Web3 Foundation added that JAM would allow Polkadot to run generic “services,” smart contract logic to process the execution result on cores. A parachains service will run existing Substrate-based parachains, meaning developers can still use Substrate to develop and deploy their blockchains. [27]
On April 18, 2024, Web3 Foundation (W3F) in conjunction with Gavin Wood announced a 10 million DOT ($74.5 million) prize pool;
"to foster diversity within the development of JAM, a protocol combining elements of both Polkadot and Ethereum," according to the team. [31]
"Through the JAM Implementer’s Prize, W3F are seeking developers to diversify and strengthen network resilience. One of the key features of JAM is the guaranteed seamless compatibility for developers. W3F’s mission is to nurture cutting-edge applications for decentralized web software protocols." [29]
On the purpose of the JAM implementer's prize, Web3 Foundation said:
"A truly decentralized protocol should be able to support multiple client implementations. The JAM Implementer’s Prize is designed to catalyze this by funding and supporting projects that contribute to the development of JAM implementations from the outset. We believe that supporting a range of implementations in various programming languages will strengthen the ecosystem’s foundation.
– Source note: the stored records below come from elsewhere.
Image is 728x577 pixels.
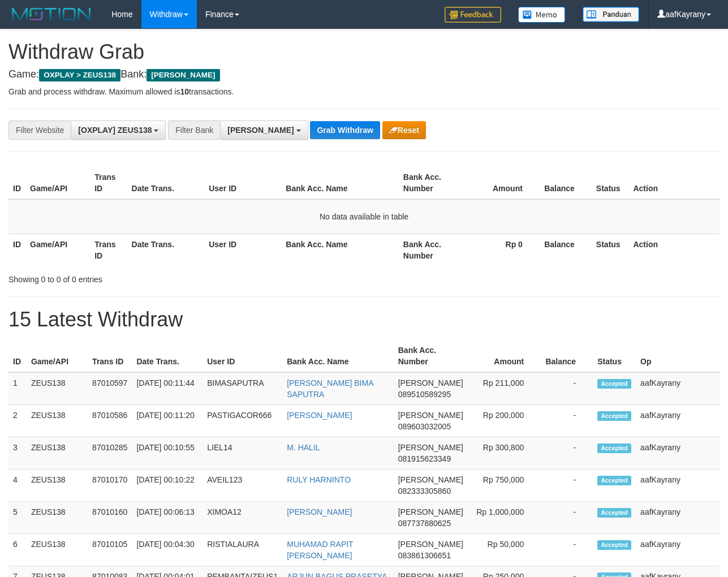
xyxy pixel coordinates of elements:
td: [DATE] 00:10:55 [132,438,203,469]
td: 87010586 [88,405,132,438]
td: aafKayrany [636,372,720,405]
td: Rp 1,000,000 [468,502,541,534]
td: XIMOA12 [203,502,283,534]
td: - [541,438,593,469]
span: Copy 081915623349 to clipboard [398,455,451,463]
td: RISTIALAURA [203,534,283,566]
td: - [541,502,593,534]
span: Accepted [598,476,632,485]
th: Balance [540,234,592,265]
th: ID [8,167,25,199]
td: Rp 200,000 [468,405,541,438]
span: Accepted [598,508,632,518]
span: Accepted [598,443,632,453]
span: Accepted [598,411,632,421]
td: Rp 211,000 [468,372,541,405]
th: Trans ID [90,167,127,199]
td: 87010160 [88,502,132,534]
td: - [541,405,593,438]
p: Grab and process withdraw. Maximum allowed is transactions. [8,86,720,97]
td: 6 [8,534,27,566]
td: 3 [8,438,27,469]
th: Op [636,340,720,372]
th: Bank Acc. Number [394,340,468,372]
span: [PERSON_NAME] [398,411,463,420]
span: [PERSON_NAME] [398,539,463,549]
span: [PERSON_NAME] [398,508,463,516]
th: Rp 0 [463,234,540,265]
span: [OXPLAY] ZEUS138 [78,125,152,135]
th: User ID [204,167,281,199]
td: Rp 50,000 [468,534,541,566]
span: OXPLAY > ZEUS138 [39,69,120,81]
th: Bank Acc. Name [281,167,399,199]
td: 1 [8,372,27,405]
h1: Withdraw Grab [8,41,720,63]
th: Bank Acc. Number [399,234,463,265]
button: [OXPLAY] ZEUS138 [71,120,166,139]
span: Copy 089510589295 to clipboard [398,389,451,399]
td: [DATE] 00:11:44 [132,372,203,405]
strong: 10 [180,87,189,96]
td: aafKayrany [636,502,720,534]
td: 4 [8,469,27,502]
span: Copy 087737880625 to clipboard [398,519,451,527]
td: BIMASAPUTRA [203,372,283,405]
img: Button%20Memo.svg [518,7,566,23]
th: Date Trans. [127,234,205,265]
th: Amount [463,167,540,199]
img: panduan.png [583,7,639,22]
td: PASTIGACOR666 [203,405,283,438]
th: Status [593,340,636,372]
th: Bank Acc. Name [281,234,399,265]
th: Game/API [27,340,88,372]
th: Status [592,167,629,199]
th: Date Trans. [132,340,203,372]
td: ZEUS138 [27,469,88,502]
span: Copy 083861306651 to clipboard [398,551,451,560]
td: LIEL14 [203,438,283,469]
th: User ID [203,340,283,372]
td: aafKayrany [636,438,720,469]
td: [DATE] 00:06:13 [132,502,203,534]
td: ZEUS138 [27,534,88,566]
td: Rp 300,800 [468,438,541,469]
div: Showing 0 to 0 of 0 entries [8,269,295,285]
td: - [541,372,593,405]
th: Game/API [25,234,90,265]
th: Trans ID [88,340,132,372]
th: Trans ID [90,234,127,265]
span: [PERSON_NAME] [147,69,220,81]
span: Copy 089603032005 to clipboard [398,422,451,431]
span: [PERSON_NAME] [227,125,294,135]
td: AVEIL123 [203,469,283,502]
td: 87010285 [88,438,132,469]
td: 2 [8,405,27,438]
span: [PERSON_NAME] [398,443,463,452]
th: Action [629,167,720,199]
td: ZEUS138 [27,438,88,469]
img: MOTION_logo.png [8,6,94,23]
span: Accepted [598,540,632,550]
td: ZEUS138 [27,502,88,534]
span: [PERSON_NAME] [398,378,463,387]
td: 87010105 [88,534,132,566]
button: Grab Withdraw [310,121,380,139]
td: [DATE] 00:11:20 [132,405,203,438]
th: Date Trans. [127,167,205,199]
div: Filter Bank [168,120,220,139]
th: ID [8,234,25,265]
th: User ID [204,234,281,265]
td: ZEUS138 [27,405,88,438]
img: Feedback.jpg [445,7,501,23]
a: [PERSON_NAME] BIMA SAPUTRA [287,378,372,399]
th: Balance [541,340,593,372]
span: Accepted [598,379,632,389]
td: aafKayrany [636,469,720,502]
span: Copy 082333305860 to clipboard [398,486,451,496]
a: M. HALIL [287,443,319,452]
th: Action [629,234,720,265]
a: RULY HARNINTO [287,475,351,484]
td: 87010597 [88,372,132,405]
h4: Game: Bank: [8,69,720,80]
It distributes the power of protocol implementers more widely and reduces the risk of a bug in one implementation taking down the entire network."[29]
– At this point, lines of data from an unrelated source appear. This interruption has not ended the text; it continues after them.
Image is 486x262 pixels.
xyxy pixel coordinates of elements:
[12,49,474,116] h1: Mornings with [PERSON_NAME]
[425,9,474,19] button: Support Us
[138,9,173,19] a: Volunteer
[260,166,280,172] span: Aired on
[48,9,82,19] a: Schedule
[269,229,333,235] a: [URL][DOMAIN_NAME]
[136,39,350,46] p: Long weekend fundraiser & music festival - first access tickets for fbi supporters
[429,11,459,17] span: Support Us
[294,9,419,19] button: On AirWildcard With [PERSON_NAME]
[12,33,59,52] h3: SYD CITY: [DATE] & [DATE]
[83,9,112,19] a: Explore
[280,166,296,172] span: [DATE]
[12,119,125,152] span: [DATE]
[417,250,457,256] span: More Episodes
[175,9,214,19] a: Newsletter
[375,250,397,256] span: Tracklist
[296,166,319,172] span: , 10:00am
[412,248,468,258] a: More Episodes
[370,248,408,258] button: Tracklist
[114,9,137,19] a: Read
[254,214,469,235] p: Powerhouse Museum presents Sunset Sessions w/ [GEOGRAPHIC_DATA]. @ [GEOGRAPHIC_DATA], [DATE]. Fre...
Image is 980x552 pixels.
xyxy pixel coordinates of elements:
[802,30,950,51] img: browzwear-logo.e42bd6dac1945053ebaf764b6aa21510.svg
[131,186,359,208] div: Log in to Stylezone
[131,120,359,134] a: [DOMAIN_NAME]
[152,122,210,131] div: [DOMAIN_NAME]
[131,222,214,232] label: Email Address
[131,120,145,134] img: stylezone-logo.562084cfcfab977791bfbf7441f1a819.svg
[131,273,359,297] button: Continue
The JAM Implementer’s Prize will complement present and future funding initiatives that support Polkadot’s ecosystem and technology stack, such as Decentralized Futures, Grants, and Polkadot’s on-chain treasury. [29]
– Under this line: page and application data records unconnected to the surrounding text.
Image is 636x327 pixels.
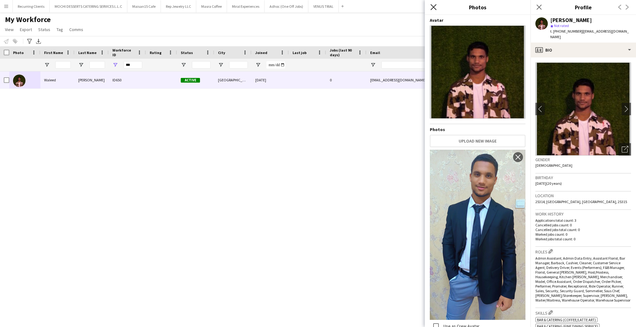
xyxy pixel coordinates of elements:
[536,232,631,237] p: Worked jobs count: 0
[370,50,380,55] span: Email
[67,25,86,34] a: Comms
[55,61,71,69] input: First Name Filter Input
[127,0,161,12] button: Maisan15 Cafe
[430,25,526,119] img: Crew avatar
[17,25,34,34] a: Export
[536,163,572,168] span: [DEMOGRAPHIC_DATA]
[13,50,24,55] span: Photo
[550,17,592,23] div: [PERSON_NAME]
[255,62,261,68] button: Open Filter Menu
[536,175,631,180] h3: Birthday
[308,0,339,12] button: VENUS TRIAL
[13,75,25,87] img: Waleed Khalid
[57,27,63,32] span: Tag
[20,27,32,32] span: Export
[330,48,355,57] span: Jobs (last 90 days)
[536,199,627,204] span: 25314, [GEOGRAPHIC_DATA], [GEOGRAPHIC_DATA], 25315
[430,17,526,23] h4: Avatar
[536,248,631,255] h3: Roles
[192,61,211,69] input: Status Filter Input
[218,50,225,55] span: City
[536,193,631,198] h3: Location
[252,71,289,89] div: [DATE]
[425,3,531,11] h3: Photos
[536,227,631,232] p: Cancelled jobs total count: 0
[430,150,526,320] img: Crew photo 1092629
[536,157,631,162] h3: Gender
[112,48,135,57] span: Workforce ID
[370,62,376,68] button: Open Filter Menu
[531,3,636,11] h3: Profile
[44,50,63,55] span: First Name
[554,23,569,28] span: Not rated
[536,181,562,186] span: [DATE] (20 years)
[367,71,491,89] div: [EMAIL_ADDRESS][DOMAIN_NAME]
[35,38,42,45] app-action-btn: Export XLSX
[430,135,526,147] button: Upload new image
[161,0,196,12] button: Rep Jewelry LLC
[36,25,53,34] a: Status
[536,211,631,217] h3: Work history
[50,0,127,12] button: MOCHI DESSERTS CATERING SERVICES L.L.C
[181,78,200,83] span: Active
[78,50,97,55] span: Last Name
[54,25,66,34] a: Tag
[2,25,16,34] a: View
[69,27,83,32] span: Comms
[536,309,631,316] h3: Skills
[181,50,193,55] span: Status
[196,0,227,12] button: Masra Coffee
[112,62,118,68] button: Open Filter Menu
[536,237,631,241] p: Worked jobs total count: 0
[44,62,50,68] button: Open Filter Menu
[227,0,265,12] button: Miral Experiences
[536,62,631,156] img: Crew avatar or photo
[214,71,252,89] div: [GEOGRAPHIC_DATA]
[109,71,146,89] div: ID650
[537,317,596,322] span: Bar & Catering (Coffee/Latte Art)
[550,29,629,39] span: | [EMAIL_ADDRESS][DOMAIN_NAME]
[38,27,50,32] span: Status
[265,0,308,12] button: Adhoc (One Off Jobs)
[150,50,162,55] span: Rating
[5,27,14,32] span: View
[78,62,84,68] button: Open Filter Menu
[89,61,105,69] input: Last Name Filter Input
[181,62,186,68] button: Open Filter Menu
[326,71,367,89] div: 0
[550,29,583,34] span: t. [PHONE_NUMBER]
[619,143,631,156] div: Open photos pop-in
[13,0,50,12] button: Recurring Clients
[267,61,285,69] input: Joined Filter Input
[536,256,631,303] span: Admin Assistant, Admin Data Entry, Assistant Florist, Bar Manager, Barback, Cashier, Cleaner, Cus...
[381,61,487,69] input: Email Filter Input
[430,127,526,132] h4: Photos
[5,15,51,24] span: My Workforce
[26,38,33,45] app-action-btn: Advanced filters
[40,71,75,89] div: Waleed
[255,50,267,55] span: Joined
[75,71,109,89] div: [PERSON_NAME]
[536,218,631,223] p: Applications total count: 3
[531,43,636,57] div: Bio
[293,50,307,55] span: Last job
[229,61,248,69] input: City Filter Input
[218,62,224,68] button: Open Filter Menu
[536,223,631,227] p: Cancelled jobs count: 0
[124,61,142,69] input: Workforce ID Filter Input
The prize will be activated if and when JAM becomes ratified as a Polkadot technology via the network’s on-chain governance mechanism. [29][30]
The Cross-Consensus Message Format, or XCM, is a messaging format and language used to communicate between consensus systems. [32]
One of Polkadot's main functionalities is interoperability amongst parachains and any other participating consensus-driven systems. XCM is the language through which complex, cross-consensus interactions can occur. Two blockchains can "speak" XCM to interact with each other using a standard messaging format. [32]
XCM has four high-level core design principles which it stands to follow:
These four design decisions allow for XCM messages to be a reliable yet convenient way to properly convey the intentions from one consensus system to another without any compatibility issues.
XCM cannot send messages between systems. It is a format for how message transfer should be performed, similar to how RESTful services use REST as an architectural style of development, where HTTP requests contain specific parameters to perform some action. Also, XCM messages by themselves are not considered transactions. XCM describes how to change the state of the target network, but the message by itself doesn't perform the state change. This partly ties to the term, asynchronous composability, which allows XCM messages to bypass the concept of time-constrained mechanisms, like on-chain scheduling and execution over time in the correct order that was intended. [32]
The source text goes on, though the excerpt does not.